Who wants to be a politician? Still many people, is the short answer, but the longer answer is more complex, and that long answer has become deeply intertwined with the issue of how much politicians are paid.

A fortnight ago, on these pages, my friend Adam Tomkins, the former Tory MSP, made a compelling argument for a novel change in the way MPs and MSPs are remunerated. Using the model of the House of Lords, which is a part-time legislature full of part-time legislators who have other jobs, he argued that MPs and MSPs should be required to have a second job.

The Lords, Adam argued, makes better law than the Commons or the Scottish Parliament precisely because its members have more experience of life and work outside of the political bubble.

Now, I cannot get on board with Adam’s support for the House of Lords as an institution. I have a fundamentalist view that an unelected legislature does not belong in a democracy. But what I can get on board with is his view that the rounded experience of those in the Lords makes them better legislators than their elected counterparts.

Our parliaments are increasingly being filled by what the public might call career politicians; in other words those who, from the moment they step out of university, go to work for an MP or MSP or an associated campaign, perhaps do some time in a party research department, stand in a series of unwinnable seats either at local or national level, and eventually persuade the party members that they are worthy of being placed either into a safe constituency seat, or high up a regional list.

are many exceptions, of course, and very notable ones. And, furthermore, many of those I have described turn out to be very good at their job. But there is little denying the fact that the lived experience of our politicians, en masse, is not what the public might like or expect it to be.

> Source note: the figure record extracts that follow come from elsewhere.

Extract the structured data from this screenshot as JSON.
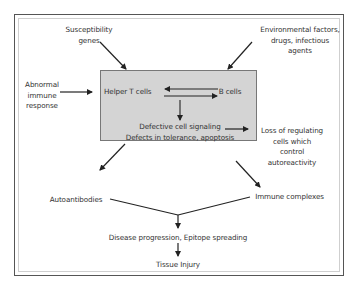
{
  "diagram": {
    "nodes": {
      "susceptibility": [
        "Susceptibility",
        "genes"
      ],
      "environmental": [
        "Environmental factors,",
        "drugs, infectious",
        "agents"
      ],
      "abnormal": [
        "Abnormal",
        "immune",
        "response"
      ],
      "helper_t": "Helper T cells",
      "b_cells": "B cells",
      "defective": [
        "Defective cell signaling",
        "Defects in tolerance, apoptosis"
      ],
      "loss": [
        "Loss  of regulating",
        "cells which",
        "control",
        "autoreactivity"
      ],
      "autoantibodies": "Autoantibodies",
      "immune_complexes": "Immune complexes",
      "disease_progression": "Disease progression, Epitope spreading",
      "tissue_injury": "Tissue Injury"
    },
    "colors": {
      "core_box_fill": "#d4d4d4",
      "arrow": "#222222"
    }
  }
}
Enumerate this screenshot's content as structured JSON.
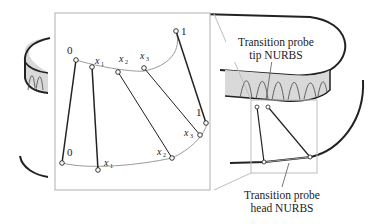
{
  "callouts": {
    "tip": {
      "line1": "Transition probe",
      "line2": "tip NURBS"
    },
    "head": {
      "line1": "Transition probe",
      "line2": "head NURBS"
    }
  },
  "inset_labels": {
    "top": [
      {
        "text": "0",
        "sub": ""
      },
      {
        "text": "x",
        "sub": "1"
      },
      {
        "text": "x",
        "sub": "2"
      },
      {
        "text": "x",
        "sub": "3"
      },
      {
        "text": "1",
        "sub": ""
      }
    ],
    "bottom": [
      {
        "text": "0",
        "sub": ""
      },
      {
        "text": "x",
        "sub": "1"
      },
      {
        "text": "x",
        "sub": "2"
      },
      {
        "text": "x",
        "sub": "3"
      },
      {
        "text": "1",
        "sub": ""
      }
    ]
  },
  "colors": {
    "stroke": "#222222",
    "curve": "#9a9a9a",
    "inset_border": "#bdbdbd",
    "surface_fill": "#d9d9d9"
  }
}
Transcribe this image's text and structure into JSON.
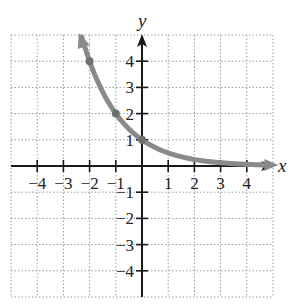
{
  "chart_data": {
    "type": "line",
    "title": "",
    "xlabel": "x",
    "ylabel": "y",
    "xlim": [
      -5,
      5
    ],
    "ylim": [
      -5,
      5
    ],
    "grid": true,
    "grid_style": "dotted",
    "x_ticks": [
      -4,
      -3,
      -2,
      -1,
      1,
      2,
      3,
      4
    ],
    "y_ticks": [
      4,
      3,
      2,
      1,
      -1,
      -2,
      -3,
      -4
    ],
    "x_tick_labels": [
      "−4",
      "−3",
      "−2",
      "−1",
      "1",
      "2",
      "3",
      "4"
    ],
    "y_tick_labels": [
      "4",
      "3",
      "2",
      "1",
      "−1",
      "−2",
      "−3",
      "−4"
    ],
    "series": [
      {
        "name": "y = (1/2)^x",
        "function": "0.5^x",
        "x_range": [
          -2.3,
          4.9
        ],
        "marked_points": [
          {
            "x": -2,
            "y": 4
          },
          {
            "x": -1,
            "y": 2
          },
          {
            "x": 0,
            "y": 1
          }
        ],
        "color": "#8a8a8a",
        "arrows": "both"
      }
    ],
    "legend": null
  },
  "colors": {
    "axis": "#1a1a1a",
    "grid": "#9a9a9a",
    "curve": "#8a8a8a"
  }
}
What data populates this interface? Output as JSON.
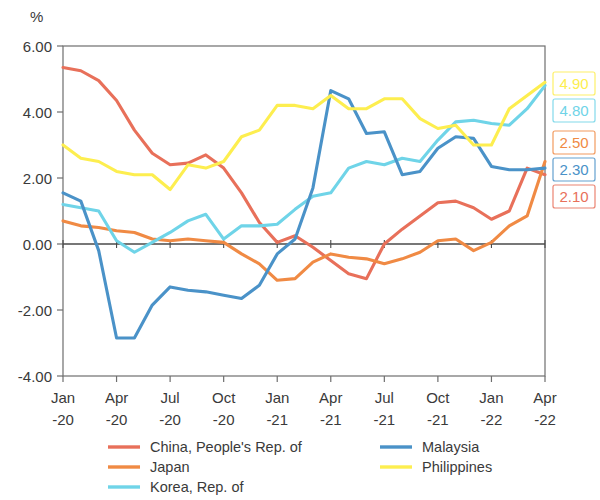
{
  "chart_data": {
    "type": "line",
    "title": "",
    "subtitle": "",
    "xlabel": "",
    "ylabel": "%",
    "unit_label": "%",
    "ylim": [
      -4.0,
      6.0
    ],
    "yticks": [
      6.0,
      4.0,
      2.0,
      0.0,
      -2.0,
      -4.0
    ],
    "ytick_labels": [
      "6.00",
      "4.00",
      "2.00",
      "0.00",
      "-2.00",
      "-4.00"
    ],
    "categories": [
      "Jan-20",
      "Feb-20",
      "Mar-20",
      "Apr-20",
      "May-20",
      "Jun-20",
      "Jul-20",
      "Aug-20",
      "Sep-20",
      "Oct-20",
      "Nov-20",
      "Dec-20",
      "Jan-21",
      "Feb-21",
      "Mar-21",
      "Apr-21",
      "May-21",
      "Jun-21",
      "Jul-21",
      "Aug-21",
      "Sep-21",
      "Oct-21",
      "Nov-21",
      "Dec-21",
      "Jan-22",
      "Feb-22",
      "Mar-22",
      "Apr-22"
    ],
    "xtick_labels": [
      {
        "month": "Jan",
        "year": "-20"
      },
      {
        "month": "Apr",
        "year": "-20"
      },
      {
        "month": "Jul",
        "year": "-20"
      },
      {
        "month": "Oct",
        "year": "-20"
      },
      {
        "month": "Jan",
        "year": "-21"
      },
      {
        "month": "Apr",
        "year": "-21"
      },
      {
        "month": "Jul",
        "year": "-21"
      },
      {
        "month": "Oct",
        "year": "-21"
      },
      {
        "month": "Jan",
        "year": "-22"
      },
      {
        "month": "Apr",
        "year": "-22"
      }
    ],
    "grid": false,
    "legend_position": "bottom",
    "zero_line": true,
    "series": [
      {
        "name": "China, People's Rep. of",
        "color": "#e8705a",
        "end_label": "2.10",
        "values": [
          5.35,
          5.25,
          4.95,
          4.35,
          3.45,
          2.75,
          2.4,
          2.45,
          2.7,
          2.3,
          1.55,
          0.65,
          0.05,
          0.25,
          -0.1,
          -0.5,
          -0.9,
          -1.05,
          0.0,
          0.45,
          0.85,
          1.25,
          1.3,
          1.1,
          0.75,
          1.0,
          2.3,
          2.1
        ]
      },
      {
        "name": "Japan",
        "color": "#f08a44",
        "end_label": "2.50",
        "values": [
          0.7,
          0.55,
          0.5,
          0.4,
          0.35,
          0.15,
          0.1,
          0.15,
          0.1,
          0.05,
          -0.3,
          -0.6,
          -1.1,
          -1.05,
          -0.55,
          -0.3,
          -0.4,
          -0.45,
          -0.6,
          -0.45,
          -0.25,
          0.1,
          0.15,
          -0.2,
          0.05,
          0.55,
          0.85,
          2.5
        ]
      },
      {
        "name": "Korea, Rep. of",
        "color": "#6fd4e8",
        "end_label": "4.80",
        "values": [
          1.2,
          1.1,
          1.0,
          0.1,
          -0.25,
          0.05,
          0.35,
          0.7,
          0.9,
          0.15,
          0.55,
          0.55,
          0.6,
          1.05,
          1.45,
          1.55,
          2.3,
          2.5,
          2.4,
          2.6,
          2.5,
          3.15,
          3.7,
          3.75,
          3.65,
          3.6,
          4.1,
          4.8
        ]
      },
      {
        "name": "Malaysia",
        "color": "#4a92c8",
        "end_label": "2.30",
        "values": [
          1.55,
          1.3,
          -0.2,
          -2.85,
          -2.85,
          -1.85,
          -1.3,
          -1.4,
          -1.45,
          -1.55,
          -1.65,
          -1.25,
          -0.3,
          0.15,
          1.7,
          4.65,
          4.4,
          3.35,
          3.4,
          2.1,
          2.2,
          2.9,
          3.25,
          3.2,
          2.35,
          2.25,
          2.25,
          2.3
        ]
      },
      {
        "name": "Philippines",
        "color": "#fdee4f",
        "end_label": "4.90",
        "values": [
          3.0,
          2.6,
          2.5,
          2.2,
          2.1,
          2.1,
          1.65,
          2.4,
          2.3,
          2.5,
          3.25,
          3.45,
          4.2,
          4.2,
          4.1,
          4.5,
          4.1,
          4.1,
          4.4,
          4.4,
          3.8,
          3.5,
          3.6,
          3.0,
          3.0,
          4.1,
          4.5,
          4.9
        ]
      }
    ],
    "end_labels": [
      {
        "value": "4.90",
        "series": "Philippines",
        "color": "#fdee4f"
      },
      {
        "value": "4.80",
        "series": "Korea, Rep. of",
        "color": "#6fd4e8"
      },
      {
        "value": "2.50",
        "series": "Japan",
        "color": "#f08a44"
      },
      {
        "value": "2.30",
        "series": "Malaysia",
        "color": "#4a92c8"
      },
      {
        "value": "2.10",
        "series": "China, People's Rep. of",
        "color": "#e8705a"
      }
    ],
    "legend": [
      {
        "label": "China, People's Rep. of",
        "color": "#e8705a",
        "column": 0
      },
      {
        "label": "Japan",
        "color": "#f08a44",
        "column": 0
      },
      {
        "label": "Korea, Rep. of",
        "color": "#6fd4e8",
        "column": 0
      },
      {
        "label": "Malaysia",
        "color": "#4a92c8",
        "column": 1
      },
      {
        "label": "Philippines",
        "color": "#fdee4f",
        "column": 1
      }
    ]
  }
}
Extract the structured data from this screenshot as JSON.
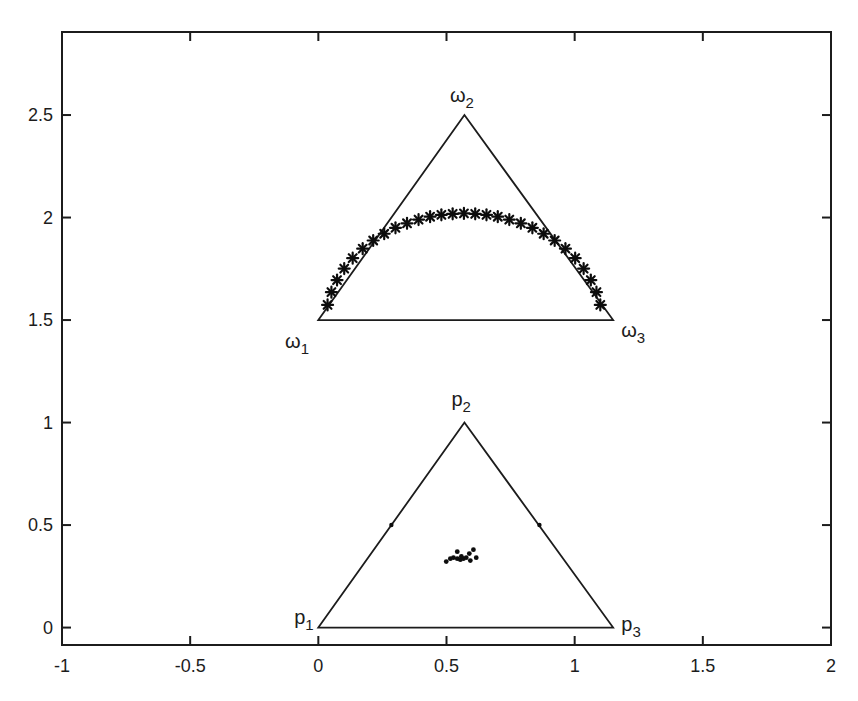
{
  "window": {
    "width": 858,
    "height": 701,
    "background": "#ffffff"
  },
  "figure": {
    "axis_color": "#1c1c1c",
    "marker_color": "#0d0d0d",
    "tick_len": 9,
    "box_stroke": 2,
    "tick_label_size": 18,
    "vertex_label_size": 20,
    "vertex_sub_size": 15
  },
  "chart_data": {
    "type": "scatter",
    "title": "",
    "xlabel": "",
    "ylabel": "",
    "grid": false,
    "legend": null,
    "xlim": [
      -1,
      2
    ],
    "ylim": [
      -0.085,
      2.905
    ],
    "x_ticks": [
      -1,
      -0.5,
      0,
      0.5,
      1,
      1.5,
      2
    ],
    "x_tick_labels": [
      "-1",
      "-0.5",
      "0",
      "0.5",
      "1",
      "1.5",
      "2"
    ],
    "y_ticks": [
      0,
      0.5,
      1,
      1.5,
      2,
      2.5
    ],
    "y_tick_labels": [
      "0",
      "0.5",
      "1",
      "1.5",
      "2",
      "2.5"
    ],
    "simplexes": [
      {
        "name": "omega-simplex",
        "vertices": [
          [
            0,
            1.5
          ],
          [
            0.57,
            2.5
          ],
          [
            1.15,
            1.5
          ]
        ],
        "vertex_labels": [
          {
            "base": "ω",
            "sub": "1",
            "x": -0.083,
            "y": 1.398
          },
          {
            "base": "ω",
            "sub": "2",
            "x": 0.56,
            "y": 2.598
          },
          {
            "base": "ω",
            "sub": "3",
            "x": 1.228,
            "y": 1.451
          }
        ]
      },
      {
        "name": "p-simplex",
        "vertices": [
          [
            0,
            0
          ],
          [
            0.57,
            1.0
          ],
          [
            1.15,
            0
          ]
        ],
        "vertex_labels": [
          {
            "base": "p",
            "sub": "1",
            "x": -0.056,
            "y": 0.052
          },
          {
            "base": "p",
            "sub": "2",
            "x": 0.557,
            "y": 1.115
          },
          {
            "base": "p",
            "sub": "3",
            "x": 1.22,
            "y": 0.018
          }
        ]
      }
    ],
    "series": [
      {
        "name": "omega-arc",
        "marker": "asterisk",
        "marker_radius": 5.5,
        "points": [
          [
            0.036,
            1.574
          ],
          [
            0.051,
            1.636
          ],
          [
            0.073,
            1.695
          ],
          [
            0.101,
            1.751
          ],
          [
            0.134,
            1.802
          ],
          [
            0.173,
            1.848
          ],
          [
            0.214,
            1.888
          ],
          [
            0.257,
            1.921
          ],
          [
            0.301,
            1.95
          ],
          [
            0.346,
            1.972
          ],
          [
            0.391,
            1.99
          ],
          [
            0.436,
            2.004
          ],
          [
            0.48,
            2.013
          ],
          [
            0.524,
            2.018
          ],
          [
            0.568,
            2.02
          ],
          [
            0.612,
            2.018
          ],
          [
            0.656,
            2.013
          ],
          [
            0.7,
            2.004
          ],
          [
            0.745,
            1.99
          ],
          [
            0.79,
            1.972
          ],
          [
            0.835,
            1.95
          ],
          [
            0.879,
            1.921
          ],
          [
            0.922,
            1.888
          ],
          [
            0.964,
            1.848
          ],
          [
            1.002,
            1.802
          ],
          [
            1.035,
            1.751
          ],
          [
            1.063,
            1.695
          ],
          [
            1.085,
            1.636
          ],
          [
            1.1,
            1.574
          ]
        ]
      },
      {
        "name": "p-cluster",
        "marker": "dot",
        "marker_radius": 2.4,
        "points": [
          [
            0.605,
            0.38
          ],
          [
            0.589,
            0.361
          ],
          [
            0.542,
            0.37
          ],
          [
            0.515,
            0.336
          ],
          [
            0.527,
            0.341
          ],
          [
            0.542,
            0.336
          ],
          [
            0.554,
            0.331
          ],
          [
            0.566,
            0.336
          ],
          [
            0.577,
            0.341
          ],
          [
            0.499,
            0.322
          ],
          [
            0.616,
            0.341
          ],
          [
            0.593,
            0.327
          ],
          [
            0.558,
            0.347
          ]
        ]
      },
      {
        "name": "p-edge-points",
        "marker": "dot",
        "marker_radius": 2.2,
        "points": [
          [
            0.285,
            0.5
          ],
          [
            0.8625,
            0.5
          ]
        ]
      }
    ]
  }
}
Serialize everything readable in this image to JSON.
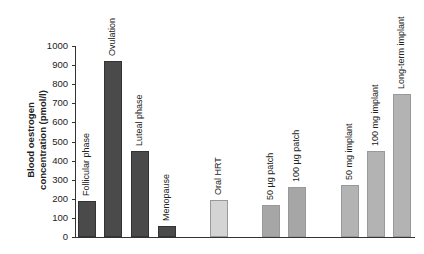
{
  "chart_data": {
    "type": "bar",
    "title": "",
    "xlabel": "",
    "ylabel": "Blood oestrogen concentration (pmol/l)",
    "ylabel_lines": [
      "Blood oestrogen",
      "concentration (pmol/l)"
    ],
    "ylim": [
      0,
      1000
    ],
    "yticks": [
      0,
      100,
      200,
      300,
      400,
      500,
      600,
      700,
      800,
      900,
      1000
    ],
    "grid": false,
    "legend": "none",
    "categories": [
      "Follicular phase",
      "Ovulation",
      "Luteal phase",
      "Menopause",
      "Oral HRT",
      "50 µg patch",
      "100 µg patch",
      "50 mg implant",
      "100 mg implant",
      "Long-term implant"
    ],
    "values": [
      190,
      920,
      450,
      55,
      195,
      165,
      262,
      272,
      450,
      750
    ],
    "colors": [
      "#4a4a4a",
      "#4a4a4a",
      "#4a4a4a",
      "#4a4a4a",
      "#d4d4d4",
      "#a6a6a6",
      "#a6a6a6",
      "#b3b3b3",
      "#b3b3b3",
      "#b3b3b3"
    ],
    "bar_x": [
      78,
      104,
      131,
      158,
      210,
      262,
      288,
      341,
      367,
      393
    ]
  }
}
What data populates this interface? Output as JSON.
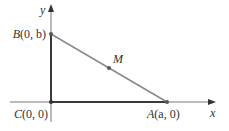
{
  "diagram": {
    "type": "right-triangle-coordinate",
    "axes": {
      "x_label": "x",
      "y_label": "y"
    },
    "points": {
      "B": {
        "label": "B(0, b)",
        "letter": "B",
        "coords": "(0, b)"
      },
      "C": {
        "label": "C(0, 0)",
        "letter": "C",
        "coords": "(0, 0)"
      },
      "A": {
        "label": "A(a, 0)",
        "letter": "A",
        "coords": "(a, 0)"
      },
      "M": {
        "label": "M",
        "letter": "M"
      }
    },
    "colors": {
      "axis": "#555555",
      "legs": "#3a3a3a",
      "hypotenuse": "#8a8a8a",
      "point": "#555555",
      "text": "#333333"
    }
  }
}
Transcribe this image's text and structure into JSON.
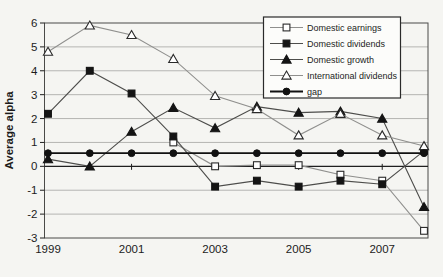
{
  "chart_data": {
    "type": "line",
    "title": "",
    "xlabel": "",
    "ylabel": "Average alpha",
    "x": [
      1999,
      2000,
      2001,
      2002,
      2003,
      2004,
      2005,
      2006,
      2007,
      2008
    ],
    "x_tick_labels": [
      "1999",
      "2001",
      "2003",
      "2005",
      "2007"
    ],
    "x_tick_years": [
      1999,
      2001,
      2003,
      2005,
      2007
    ],
    "y_ticks": [
      6,
      5,
      4,
      3,
      2,
      1,
      0,
      -1,
      -2,
      -3
    ],
    "ylim": [
      -3,
      6
    ],
    "grid": true,
    "legend_position": "top-right",
    "series": [
      {
        "name": "Domestic earnings",
        "marker": "square-open",
        "line_color": "#8f8f8d",
        "marker_color": "#ffffff",
        "marker_stroke": "#2a2a2a",
        "line_width": 1.1,
        "values": [
          null,
          null,
          null,
          1.0,
          0.0,
          0.05,
          0.05,
          -0.35,
          -0.6,
          -2.7
        ]
      },
      {
        "name": "Domestic dividends",
        "marker": "square-filled",
        "line_color": "#4d4d4b",
        "marker_color": "#141414",
        "marker_stroke": "#141414",
        "line_width": 1.1,
        "values": [
          2.2,
          4.0,
          3.05,
          1.25,
          -0.85,
          -0.6,
          -0.85,
          -0.6,
          -0.75,
          0.65
        ]
      },
      {
        "name": "Domestic growth",
        "marker": "triangle-filled",
        "line_color": "#4d4d4b",
        "marker_color": "#141414",
        "marker_stroke": "#141414",
        "line_width": 1.1,
        "values": [
          0.3,
          0.0,
          1.45,
          2.45,
          1.6,
          2.5,
          2.25,
          2.3,
          2.0,
          -1.7
        ]
      },
      {
        "name": "International dividends",
        "marker": "triangle-open",
        "line_color": "#8f8f8d",
        "marker_color": "#ffffff",
        "marker_stroke": "#2a2a2a",
        "line_width": 1.1,
        "values": [
          4.8,
          5.9,
          5.5,
          4.5,
          2.95,
          2.4,
          1.3,
          2.2,
          1.3,
          0.85
        ]
      },
      {
        "name": "gap",
        "marker": "circle-filled",
        "line_color": "#111111",
        "marker_color": "#111111",
        "marker_stroke": "#111111",
        "line_width": 1.8,
        "values": [
          0.55,
          0.55,
          0.55,
          0.55,
          0.55,
          0.55,
          0.55,
          0.55,
          0.55,
          0.55
        ]
      }
    ],
    "colors": {
      "grid": "#aeaeac",
      "axis": "#1f1f1f",
      "plot_border": "#4a4a48",
      "background": "#f5f5f2",
      "legend_background": "#fcfcfa",
      "legend_border": "#2a2a2a"
    }
  },
  "legend": {
    "items": [
      {
        "label": "Domestic earnings"
      },
      {
        "label": "Domestic dividends"
      },
      {
        "label": "Domestic growth"
      },
      {
        "label": "International dividends"
      },
      {
        "label": "gap"
      }
    ]
  },
  "axes": {
    "y_axis_title": "Average alpha"
  }
}
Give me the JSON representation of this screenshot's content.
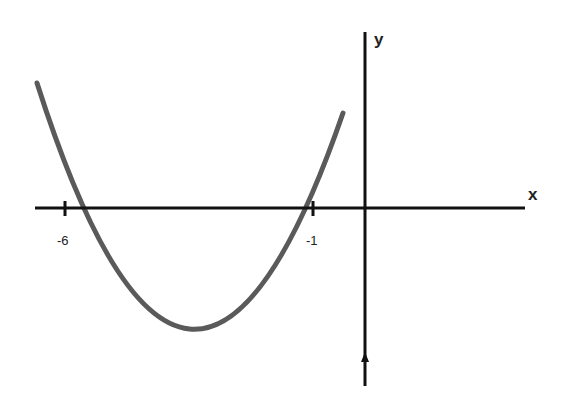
{
  "diagram": {
    "type": "function-graph",
    "axes": {
      "x_label": "x",
      "y_label": "y"
    },
    "ticks": [
      {
        "value": -6,
        "label": "-6"
      },
      {
        "value": -1,
        "label": "-1"
      }
    ],
    "curve": {
      "kind": "parabola",
      "opens": "up",
      "roots": [
        -6,
        -1
      ],
      "vertex_x": -3.5,
      "color": "#555555"
    },
    "colors": {
      "axis": "#111111",
      "curve": "#555555",
      "background": "#ffffff"
    }
  }
}
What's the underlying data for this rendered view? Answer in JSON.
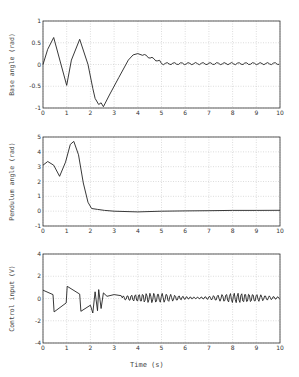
{
  "figure": {
    "xlabel": "Time (s)"
  },
  "chart_data": [
    {
      "type": "line",
      "title": "",
      "xlabel": "",
      "ylabel": "Base angle (rad)",
      "xlim": [
        0,
        10
      ],
      "ylim": [
        -1,
        1
      ],
      "xticks": [
        0,
        1,
        2,
        3,
        4,
        5,
        6,
        7,
        8,
        9,
        10
      ],
      "yticks": [
        -1,
        -0.5,
        0,
        0.5,
        1
      ],
      "ytick_labels": [
        "-1",
        "-0.5",
        "0",
        "0.5",
        "1"
      ],
      "grid": true,
      "x": [
        0,
        0.2,
        0.45,
        1.0,
        1.2,
        1.55,
        1.9,
        2.1,
        2.2,
        2.35,
        2.45,
        2.55,
        2.8,
        3.2,
        3.6,
        3.8,
        4.0,
        4.2,
        4.5,
        5.0,
        5.5,
        6,
        7,
        8,
        9,
        10
      ],
      "y": [
        0.0,
        0.35,
        0.62,
        -0.48,
        0.1,
        0.58,
        0.0,
        -0.55,
        -0.78,
        -0.92,
        -0.88,
        -0.97,
        -0.7,
        -0.3,
        0.1,
        0.22,
        0.25,
        0.23,
        0.15,
        0.05,
        0.02,
        0.0,
        0.02,
        0.03,
        0.02,
        0.03
      ]
    },
    {
      "type": "line",
      "title": "",
      "xlabel": "",
      "ylabel": "Pendulum angle (rad)",
      "xlim": [
        0,
        10
      ],
      "ylim": [
        -1,
        5
      ],
      "xticks": [
        0,
        1,
        2,
        3,
        4,
        5,
        6,
        7,
        8,
        9,
        10
      ],
      "yticks": [
        -1,
        0,
        1,
        2,
        3,
        4,
        5
      ],
      "grid": true,
      "x": [
        0,
        0.2,
        0.45,
        0.7,
        0.95,
        1.15,
        1.3,
        1.5,
        1.7,
        1.9,
        2.05,
        2.3,
        2.6,
        3.0,
        4,
        5,
        6,
        7,
        8,
        9,
        10
      ],
      "y": [
        3.1,
        3.35,
        3.1,
        2.35,
        3.3,
        4.5,
        4.7,
        3.8,
        1.9,
        0.6,
        0.18,
        0.12,
        0.05,
        0.0,
        -0.05,
        0.0,
        0.02,
        0.03,
        0.05,
        0.05,
        0.06
      ]
    },
    {
      "type": "line",
      "title": "",
      "xlabel": "Time (s)",
      "ylabel": "Control input (V)",
      "xlim": [
        0,
        10
      ],
      "ylim": [
        -4,
        4
      ],
      "xticks": [
        0,
        1,
        2,
        3,
        4,
        5,
        6,
        7,
        8,
        9,
        10
      ],
      "yticks": [
        -4,
        -2,
        0,
        2,
        4
      ],
      "grid": true,
      "x": [
        0,
        0.42,
        0.47,
        0.98,
        1.02,
        1.55,
        1.6,
        2.0,
        2.1,
        2.2,
        2.3,
        2.35,
        2.45,
        2.55,
        2.7,
        3.0,
        3.3
      ],
      "y": [
        0.75,
        0.35,
        -1.2,
        -0.4,
        1.1,
        0.4,
        -1.15,
        -0.6,
        -1.3,
        0.6,
        -1.1,
        0.8,
        -0.9,
        0.5,
        0.2,
        0.35,
        0.25
      ],
      "oscillation_after_3s": {
        "center": 0.0,
        "amplitude": 0.45,
        "frequency_hz": 6
      }
    }
  ]
}
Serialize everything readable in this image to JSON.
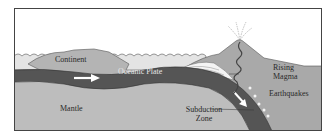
{
  "diagram": {
    "type": "subduction-zone cross-section",
    "labels": {
      "continent": "Continent",
      "oceanic_plate": "Oceanic Plate",
      "mantle": "Mantle",
      "subduction_zone_line1": "Subduction",
      "subduction_zone_line2": "Zone",
      "rising_magma_line1": "Rising",
      "rising_magma_line2": "Magma",
      "earthquakes": "Earthquakes"
    },
    "colors": {
      "sky": "#ffffff",
      "ocean": "#e4e4e4",
      "continent": "#b4b4b4",
      "oceanic_plate": "#555555",
      "mantle": "#bdbdbd",
      "volcano": "#a9a9a9",
      "border": "#444444",
      "arrow": "#ffffff"
    }
  }
}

Between the public, the media, those close to politics and elected politicians themselves, there seems to be fairly broad acceptance that there is a problem here. The heated debate over politicians’ pay and their taking of secondary employment comes and goes, but it never gets solved, and as a consequence it never dies.

So Adam’s suggestion of making them take a second job is intriguing and worth throwing into the pot of ideas. But, in the final analysis, I’d throw something different in that pot. Pay them more. A lot more. Pay them double what we pay them just now.

Like Adam’s demand to make politicians have a second job, my demand to pay them more is exceptionally unpopular. It is unpopular amongst the public. The public largely takes a something-for-nothing approach to politicians. They want them to be educated, dedicated, accessible and virtuous, but if there were a referendum on politicians’ pay, they would tick the box marked ‘Minimum Wage’ in vast numbers.

It is also unpopular amongst politicians, who have managed to burrow themselves so deep into this hole that they are now the first to argue against any salary increases that the independent pay body awards them. This masochistic tendency is actually seeing their pay fall relatively lower down the public sector pay ladder, with other public sector professions successfully arguing for pay rises, often, ironically, with the added voice of the politicians who simultaneously talk themselves down.

I have made the argument about politicians’ salaries many times before, and with a consistent lack of success. I tend to run head-first into a barrage of tweeters telling me that MSPs get paid almost three times the average salary, and MPs almost four times, and ergo they are rich and should not be paid a penny more, and in any case they’re all a bunch of useless philanderers. That is not a debate I am going to win, for those who take that view are not for changing (despite the fact that the politicians I have worked with for 20 years, from all parties, work hard, long and well).

Instead, I am trying to appeal to those in search of something better. I don’t want my politicians to be paid the average salary because I don’t want them to be average. I want them to be brilliant. I want politicians with a history in industry to come up with a model of taxation which supports those in need as well as allowing people to flourish without undue penalty. I want politicians with a history in healthcare and education to create new models for how to create a new model of state-funded provision to stand the test of time, rather than pretending the current systems are working. Writ large across public policy, I want politicians with the experience and vision to make great things happen for the people they represent.

Such people are not cheap. And that, in part at least, is why we have, from time to time, the furore we had last month about MPs taking a second job. Many of the MPs who have a second job have one because they are individuals capable of commanding a larger salary either in the public or private sector. Many of them come into politics from jobs which pay significantly more.

I am not writing this column to ask for you, the reader, to feel sympathy for these people. On the contrary. I’m asking you to consider your own interests. You need better politicians. And you won’t get them by limiting their income. Indeed, there are, I suspect, thousands of potentially ground-breaking would-be politicians who are currently out of reach because of the salary.

This is not about Geoffrey Cox. This is not about politicians who are making millions on the side. This is about politicians who need a comparatively small amount more to maintain their lifestyle, which in London in particular is unlikely to be particularly lavish.

I can well understand why politicians taking a second job leaves a sour taste in the public’s mouth. But we can sweeten it by almost entirely removing the need for our politicians to have a second job. And get more good ones in the process. Pay them more.